*WHAT YOU NEED TO DO*:
Print the line that contains "pyautogui.click(x=<x>, y=<y>)" and every line that follows it in the data below, ending with the final line; include nothing else.

*DATA SUPPLIED*:
....................
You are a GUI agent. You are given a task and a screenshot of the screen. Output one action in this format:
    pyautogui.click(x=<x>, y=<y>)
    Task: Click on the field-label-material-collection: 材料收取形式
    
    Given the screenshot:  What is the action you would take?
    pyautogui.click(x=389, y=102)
....................
*WRITTEN SOLUTION*:
    pyautogui.click(x=<x>, y=<y>)
    Task: Click on the field-label-material-collection: 材料收取形式
    
    Given the screenshot:  What is the action you would take?
    pyautogui.click(x=389, y=102)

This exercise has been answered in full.